The new IAM policy-based guardrail enforcement in Amazon Bedrock represents a crucial advancement in AI governance as generative AI becomes integrated into business operations. By enabling centralized policy enforcement, security teams can maintain consistent safety controls across AI applications regardless of who develops or deploys them, effectively mitigating risks related to harmful content, privacy violations, and bias. This approach offers significant advantages: it scales efficiently as organizations expand their AI initiatives without creating administrative bottlenecks, helps prevent technical debt by standardizing safety implementations, and enhances the developer experience by allowing teams to focus on innovation rather than compliance mechanics.

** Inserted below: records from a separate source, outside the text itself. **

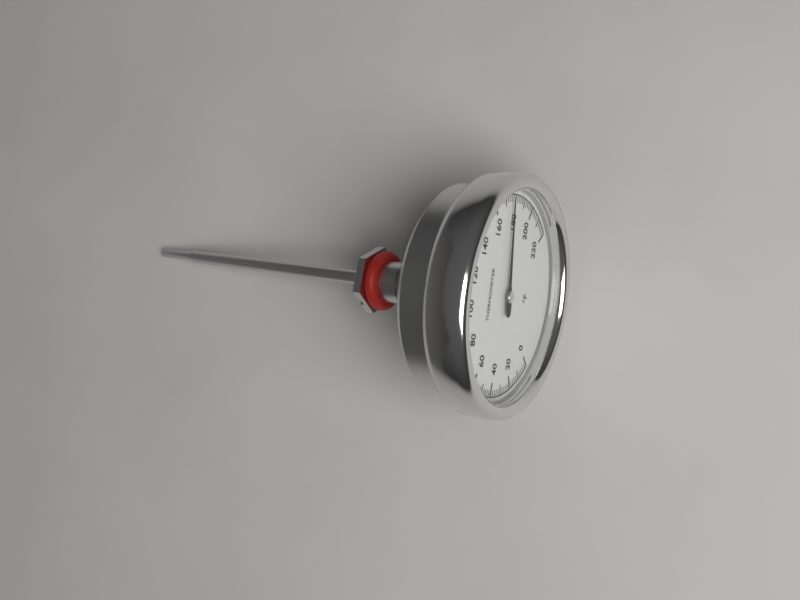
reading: 176 °F
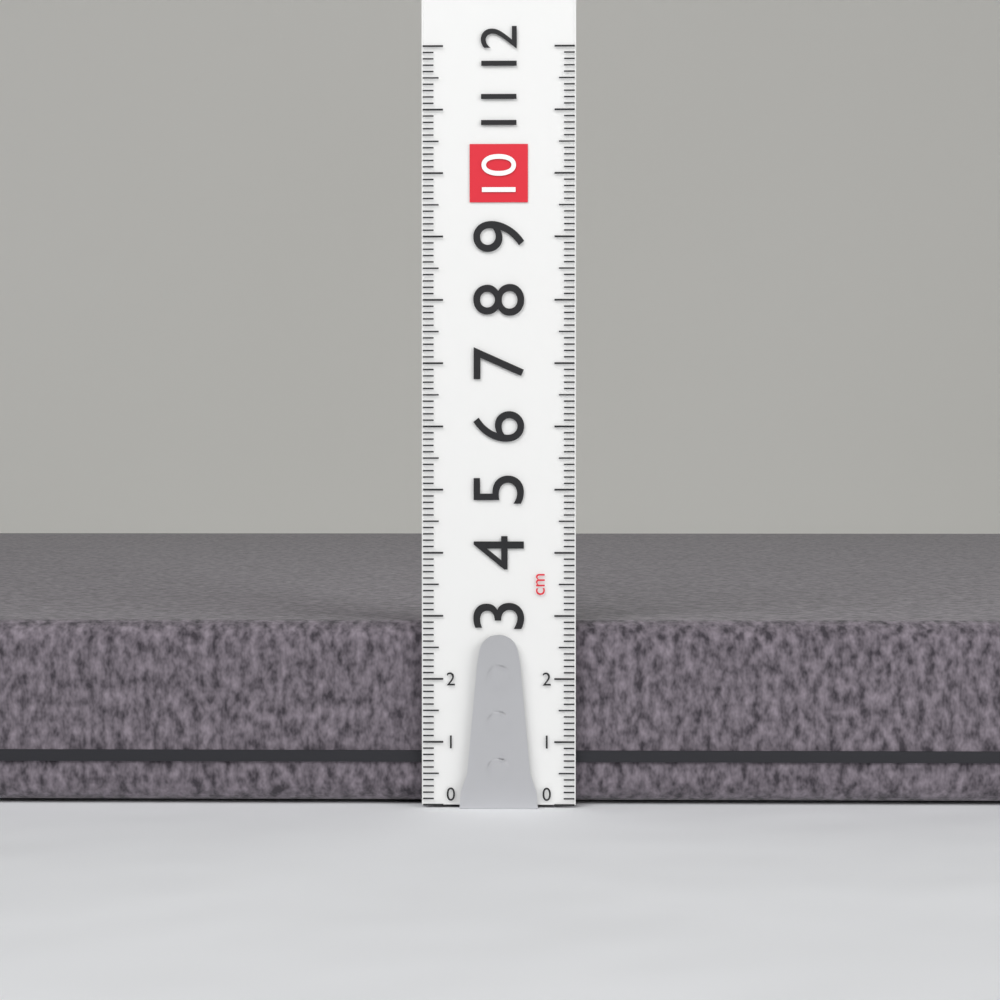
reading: 2.9 cm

This capability demonstrates organizational commitment to responsible AI practices through comprehensive monitoring and audit mechanisms. Organizations can use model invocation logging in Amazon Bedrock to capture complete request and response data in Amazon CloudWatch Logs or Amazon Simple Storage Service (Amazon S3) buckets, including specific guardrail trace documentation showing when and how content was filtered. Combined with AWS CloudTrail integration that records guardrail configurations and policy enforcement actions, businesses can confidently scale their generative AI initiatives with appropriate safety mechanisms protecting their brand, customers, and data—striking the essential balance between innovation and ethical responsibility needed to build trust in AI systems.

Get started today with Amazon Bedrock Guardrails and implement configurable safeguards that balance innovation with responsible AI governance across your organization.


About the Authors

Shyam Srinivasan is on the Amazon Bedrock Guardrails product team. He cares about making the world a better place through technology and loves being part of this journey. In his spare time, Shyam likes to run long distances, travel around the world, and experience new cultures with family and friends.

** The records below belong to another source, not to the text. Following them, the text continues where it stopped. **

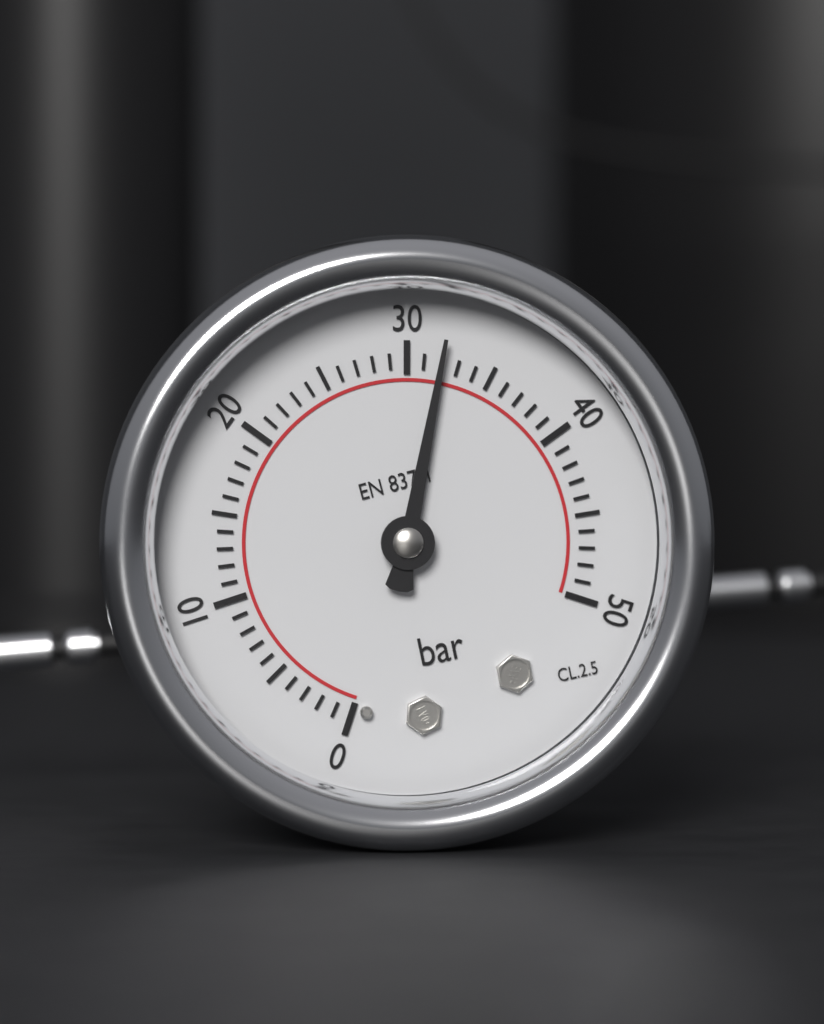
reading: 32 bar
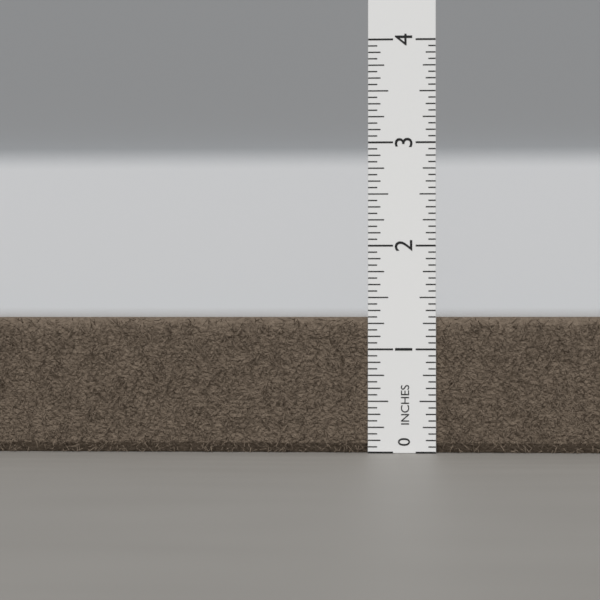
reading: 1.3125 in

Antonio Rodriguez is a Principal Generative AI Specialist Solutions Architect at AWS. He helps companies of all sizes solve their challenges, embrace innovation, and create new business opportunities with Amazon Bedrock. Apart from work, he loves to spend time with his family and play sports with his friends.

Satveer Khurpa is a Sr. WW Specialist Solutions Architect, Amazon Bedrock at Amazon Web Services. In this role, he uses his expertise in cloud-based architectures to develop innovative generative AI solutions for clients across diverse industries. Satveer’s deep understanding of generative AI technologies allows him to design scalable, secure, and responsible applications that unlock new business opportunities and drive tangible value.